In the deserts of Ilhara, prophecy is not a gift. It is a weapon.

Hāikimi was once a soldier of the Thrennan Front. He has buried his past, his faith, and the boys he helped condemn. Exiled and fractured, he believes his punishment is already paid.

Then his daughter is born with sight that should not exist.

In Ilhara, the future is not left to mystics alone. Ancient methods of foresight treat destiny as a pattern—something to be measured, modelled, and exploited. Power belongs to those who can calculate what comes next.

Hunted for what his child might one day see, Hāikimi flees across a land divided between divine certainty and cold prediction. When he is captured by the Ishen—elite agents pursuing the architect of a historic atrocity—he is forced into an uneasy alliance that drags him back toward the machinery of war he thought he had escaped.

As prophecy tightens and belief fractures, Hāikimi must decide what he is willing to become to protect his family.

In a world where certainty is power, survival may be the greatest betrayal of all.

Source Format Pages Publisher Genre Publication Date
Amazon e-copy 436 self-pub Fantasy March 27th, 2026

What the hell was that?! And when can I get more?!

This thing literally came at me from the left field and knocked the breath out of me – I loved it! Every miserable, bloody, hopeless page of it. Wow!

This is the kind of story that doesn’t unfold at break-neck speed, you sort of fall into it like into quicksand. Slowly but steadily. And I could tell from the first pages that this was going to be one of those books that will kick me in the knees and keep me on the ground. To entice you with some keywords, then: war, moon, sand, politics. Plenty to deliver a layered world-building and enough to torture the soul.

Talking of soul-torture… The main character Hāikimi… The second-hand pain I felt – feel! – for that character is enough to make me want to scream and never stop. He’s rough around the edges, carrying some heavy mistakes, very worn down. Naturally, he attempts to see the world through the bottom of the bottle, and a character that like hits close to home for me… I just instantly pay more attention to a character trying to oppress the angst, I want to tell it: “I know, I see you!”… And, really, there’s something especially compelling about older male characters that are hardened, a little bitter, yet undeniably clear in their vision and wise. It just comes across realistic and bullshit free. Because when life has stripped away any sort of arrogant illusions, brutal honesty is left behind. Brutal honesty that doesn’t mince words and acts accordingly. And yet, Hāikimi’s troubles are not over the top or melodramatic. They are persistent and consistent, like any other ache and pain that comes with age. So, any and all emotional response from me, particularly towards the end of the book, was earned, fair and square.

It had not been death that unmoored him. Death was simple. Expected. Contained. It was what the living were capable of that had fractured him.

Twyman writes a convincing story. The stakes are high, the losses even so much more painful for it. And there is almost a graciousness that parallels the dark and “adjacent grimdark” feel of the story. And heck, some of those fight scenes were the best I had ever come across. I’ve read some pretty awesome fight scenes over the years and with the good ones I always think: right, that’s that. It simply can’t get better than this. And then some authors come along, and are like: hold my beer! and write such a scene that makes my jaw drop. Not just for its brutality, not for the amount of blood it spills… But for the effortless dance it seems to deliver, the highest impact with fewer words. Just… Amazing!

I’ll be honest… This one is going to stay with me for a while. You know the way when life is sometimes really shit and busy and you bottle it all up and at some stage you feel like you want to explode out of your skin, because your very soul wants to just rip your meat-sack open with like hairy and gnarly Wolverine fingers and roar in rage at bloody everything? Yeah, Ghosts of Hāikimi… the literal ghosts of Hāikimi have me feeling all torn up. I am emotional. I want more. This was fucking brilliant!

The Thrennan Front had taught him that quiet wasn’t peace. Quiet was the moment before something broke.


Action item
How many of the lines in the material underneath include the string "axis"? State the number only.
-- Opening Marker --
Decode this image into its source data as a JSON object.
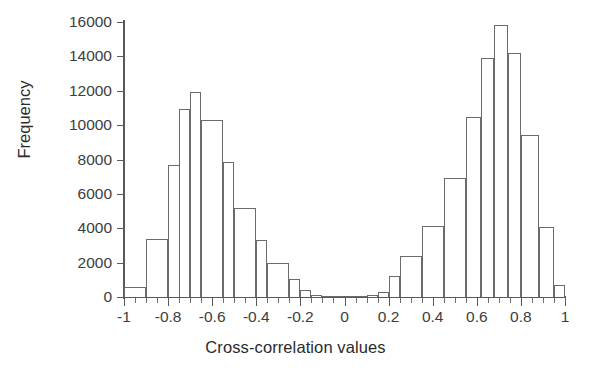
{
  "chart_data": {
    "type": "bar",
    "subtype": "histogram",
    "title": "",
    "xlabel": "Cross-correlation values",
    "ylabel": "Frequency",
    "xlim": [
      -1,
      1
    ],
    "ylim": [
      0,
      16000
    ],
    "ytick_step": 2000,
    "bin_width": 0.1,
    "grid": false,
    "legend": null,
    "xtick_labels": [
      "-1",
      "-0.8",
      "-0.6",
      "-0.4",
      "-0.2",
      "0",
      "0.2",
      "0.4",
      "0.6",
      "0.8",
      "1"
    ],
    "xtick_values": [
      -1,
      -0.8,
      -0.6,
      -0.4,
      -0.2,
      0,
      0.2,
      0.4,
      0.6,
      0.8,
      1
    ],
    "xtick_minor_step": 0.05,
    "ytick_labels": [
      "0",
      "2000",
      "4000",
      "6000",
      "8000",
      "10000",
      "12000",
      "14000",
      "16000"
    ],
    "ytick_values": [
      0,
      2000,
      4000,
      6000,
      8000,
      10000,
      12000,
      14000,
      16000
    ],
    "bin_edges": [
      -1.0,
      -0.9,
      -0.8,
      -0.7,
      -0.6,
      -0.5,
      -0.4,
      -0.3,
      -0.2,
      -0.1,
      0.0,
      0.1,
      0.2,
      0.3,
      0.4,
      0.5,
      0.6,
      0.7,
      0.8,
      0.9,
      1.0
    ],
    "bin_centers": [
      -0.95,
      -0.85,
      -0.75,
      -0.65,
      -0.55,
      -0.45,
      -0.35,
      -0.25,
      -0.15,
      -0.05,
      0.05,
      0.15,
      0.25,
      0.35,
      0.45,
      0.55,
      0.65,
      0.75,
      0.85,
      0.95
    ],
    "values": [
      600,
      3400,
      7700,
      10950,
      11900,
      10300,
      7850,
      5200,
      3300,
      1950,
      1050,
      400,
      120,
      60,
      40,
      60,
      120,
      300,
      1200,
      2400,
      4150,
      6900,
      10500,
      13900,
      15800,
      14200,
      9450,
      4100,
      700
    ],
    "bars": [
      {
        "center": -0.95,
        "x0": -1.0,
        "x1": -0.9,
        "value": 600
      },
      {
        "center": -0.85,
        "x0": -0.9,
        "x1": -0.8,
        "value": 3400
      },
      {
        "center": -0.75,
        "x0": -0.8,
        "x1": -0.7,
        "value": 7700
      },
      {
        "center": -0.7,
        "x0": -0.75,
        "x1": -0.7,
        "value": 10950
      },
      {
        "center": -0.68,
        "x0": -0.7,
        "x1": -0.65,
        "value": 11900
      },
      {
        "center": -0.6,
        "x0": -0.65,
        "x1": -0.55,
        "value": 10300
      },
      {
        "center": -0.52,
        "x0": -0.55,
        "x1": -0.5,
        "value": 7850
      },
      {
        "center": -0.45,
        "x0": -0.5,
        "x1": -0.4,
        "value": 5200
      },
      {
        "center": -0.37,
        "x0": -0.4,
        "x1": -0.35,
        "value": 3300
      },
      {
        "center": -0.3,
        "x0": -0.35,
        "x1": -0.25,
        "value": 1950
      },
      {
        "center": -0.22,
        "x0": -0.25,
        "x1": -0.2,
        "value": 1050
      },
      {
        "center": -0.17,
        "x0": -0.2,
        "x1": -0.15,
        "value": 400
      },
      {
        "center": -0.12,
        "x0": -0.15,
        "x1": -0.1,
        "value": 120
      },
      {
        "center": -0.07,
        "x0": -0.1,
        "x1": -0.05,
        "value": 60
      },
      {
        "center": -0.02,
        "x0": -0.05,
        "x1": 0.0,
        "value": 40
      },
      {
        "center": 0.02,
        "x0": 0.0,
        "x1": 0.05,
        "value": 40
      },
      {
        "center": 0.07,
        "x0": 0.05,
        "x1": 0.1,
        "value": 60
      },
      {
        "center": 0.12,
        "x0": 0.1,
        "x1": 0.15,
        "value": 120
      },
      {
        "center": 0.17,
        "x0": 0.15,
        "x1": 0.2,
        "value": 300
      },
      {
        "center": 0.22,
        "x0": 0.2,
        "x1": 0.25,
        "value": 1200
      },
      {
        "center": 0.3,
        "x0": 0.25,
        "x1": 0.35,
        "value": 2400
      },
      {
        "center": 0.4,
        "x0": 0.35,
        "x1": 0.45,
        "value": 4150
      },
      {
        "center": 0.5,
        "x0": 0.45,
        "x1": 0.55,
        "value": 6900
      },
      {
        "center": 0.58,
        "x0": 0.55,
        "x1": 0.62,
        "value": 10500
      },
      {
        "center": 0.65,
        "x0": 0.62,
        "x1": 0.68,
        "value": 13900
      },
      {
        "center": 0.71,
        "x0": 0.68,
        "x1": 0.74,
        "value": 15800
      },
      {
        "center": 0.77,
        "x0": 0.74,
        "x1": 0.8,
        "value": 14200
      },
      {
        "center": 0.84,
        "x0": 0.8,
        "x1": 0.88,
        "value": 9450
      },
      {
        "center": 0.91,
        "x0": 0.88,
        "x1": 0.95,
        "value": 4100
      },
      {
        "center": 0.97,
        "x0": 0.95,
        "x1": 1.0,
        "value": 700
      }
    ],
    "colors": {
      "bar_fill": "#ffffff",
      "bar_edge": "#6b6b6b",
      "axis": "#595959",
      "text": "#2b2b2b",
      "background": "#ffffff"
    }
  }
}
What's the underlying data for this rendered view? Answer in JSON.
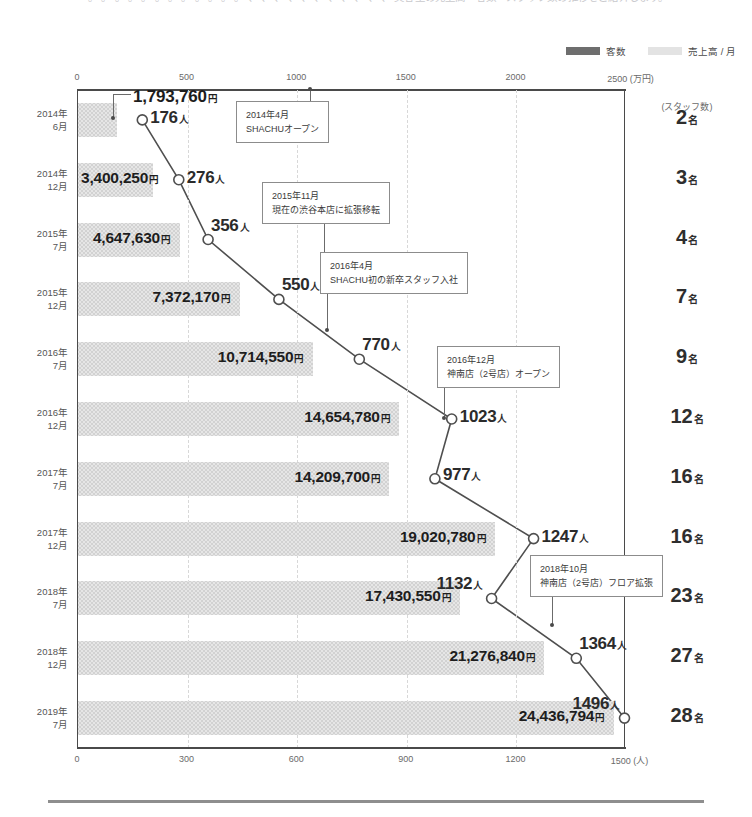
{
  "intro": {
    "clipped_text": "。 。 。 。 。 。 。 。 。 。 。 。 、 、 、 、 、 、 、 、 、 、 、 美容室の売上高・客数・スタッフ数の推移をご紹介します。"
  },
  "legend": {
    "items": [
      {
        "label": "客数",
        "swatch": "dark",
        "color": "#6e6e6e"
      },
      {
        "label": "売上高 / 月",
        "swatch": "light",
        "color": "#e3e3e3"
      }
    ]
  },
  "axes": {
    "top": {
      "unit": "(万円)",
      "ticks": [
        "0",
        "500",
        "1000",
        "1500",
        "2000",
        "2500"
      ],
      "values": [
        0,
        500,
        1000,
        1500,
        2000,
        2500
      ],
      "max": 2500
    },
    "bottom": {
      "unit": "(人)",
      "ticks": [
        "0",
        "300",
        "600",
        "900",
        "1200",
        "1500"
      ],
      "values": [
        0,
        300,
        600,
        900,
        1200,
        1500
      ],
      "max": 1500
    },
    "right_header": "(スタッフ数)"
  },
  "chart_data": {
    "type": "bar",
    "title": "",
    "subtitle": "",
    "xlabel": "",
    "ylabel": "",
    "grid": true,
    "legend_position": "top-right",
    "categories": [
      "2014年\n6月",
      "2014年\n12月",
      "2015年\n7月",
      "2015年\n12月",
      "2016年\n7月",
      "2016年\n12月",
      "2017年\n7月",
      "2017年\n12月",
      "2018年\n7月",
      "2018年\n12月",
      "2019年\n7月"
    ],
    "category_lines": [
      [
        "2014年",
        "6月"
      ],
      [
        "2014年",
        "12月"
      ],
      [
        "2015年",
        "7月"
      ],
      [
        "2015年",
        "12月"
      ],
      [
        "2016年",
        "7月"
      ],
      [
        "2016年",
        "12月"
      ],
      [
        "2017年",
        "7月"
      ],
      [
        "2017年",
        "12月"
      ],
      [
        "2018年",
        "7月"
      ],
      [
        "2018年",
        "12月"
      ],
      [
        "2019年",
        "7月"
      ]
    ],
    "series": [
      {
        "name": "売上高 / 月",
        "unit": "円",
        "type": "bar",
        "axis": "top",
        "values": [
          1793760,
          3400250,
          4647630,
          7372170,
          10714550,
          14654780,
          14209700,
          19020780,
          17430550,
          21276840,
          24436794
        ],
        "labels": [
          "1,793,760",
          "3,400,250",
          "4,647,630",
          "7,372,170",
          "10,714,550",
          "14,654,780",
          "14,209,700",
          "19,020,780",
          "17,430,550",
          "21,276,840",
          "24,436,794"
        ],
        "values_man": [
          179.376,
          340.025,
          464.763,
          737.217,
          1071.455,
          1465.478,
          1420.97,
          1902.078,
          1743.055,
          2127.684,
          2443.6794
        ]
      },
      {
        "name": "客数",
        "unit": "人",
        "type": "line",
        "axis": "bottom",
        "values": [
          176,
          276,
          356,
          550,
          770,
          1023,
          977,
          1247,
          1132,
          1364,
          1496
        ],
        "labels": [
          "176",
          "276",
          "356",
          "550",
          "770",
          "1023",
          "977",
          "1247",
          "1132",
          "1364",
          "1496"
        ]
      },
      {
        "name": "スタッフ数",
        "unit": "名",
        "type": "text",
        "axis": "right",
        "values": [
          2,
          3,
          4,
          7,
          9,
          12,
          16,
          16,
          23,
          27,
          28
        ],
        "labels": [
          "2",
          "3",
          "4",
          "7",
          "9",
          "12",
          "16",
          "16",
          "23",
          "27",
          "28"
        ]
      }
    ],
    "annotations": [
      {
        "date": "2014年4月",
        "text": "SHACHUオープン",
        "anchor_row": 0
      },
      {
        "date": "2015年11月",
        "text": "現在の渋谷本店に拡張移転",
        "anchor_row": 2
      },
      {
        "date": "2016年4月",
        "text": "SHACHU初の新卒スタッフ入社",
        "anchor_row": 4
      },
      {
        "date": "2016年12月",
        "text": "神南店（2号店）オープン",
        "anchor_row": 5
      },
      {
        "date": "2018年10月",
        "text": "神南店（2号店）フロア拡張",
        "anchor_row": 9
      }
    ]
  }
}
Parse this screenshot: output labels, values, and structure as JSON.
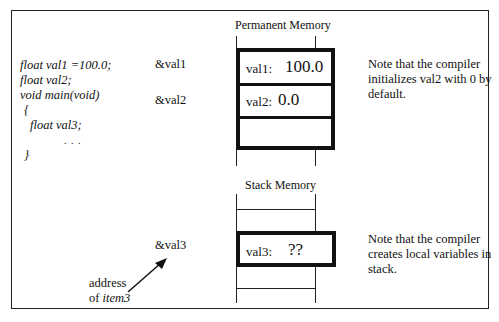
{
  "code": {
    "lines": [
      "float   val1 =100.0;",
      "float   val2;",
      "void  main(void)",
      "{",
      "float   val3;",
      ". . .",
      "}"
    ]
  },
  "permanent_memory": {
    "title": "Permanent Memory",
    "cells": [
      {
        "address": "&val1",
        "label": "val1:",
        "value": "100.0"
      },
      {
        "address": "&val2",
        "label": "val2:",
        "value": "0.0"
      },
      {
        "address": "",
        "label": "",
        "value": ""
      }
    ],
    "note": "Note that the compiler initializes val2 with 0 by default."
  },
  "stack_memory": {
    "title": "Stack Memory",
    "cell": {
      "address": "&val3",
      "label": "val3:",
      "value": "??"
    },
    "note": "Note that the compiler creates local variables in stack."
  },
  "pointer_label": {
    "line1": "address",
    "line2_prefix": "of ",
    "line2_italic": "item3"
  }
}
-- Closing Marker --
Written reply
4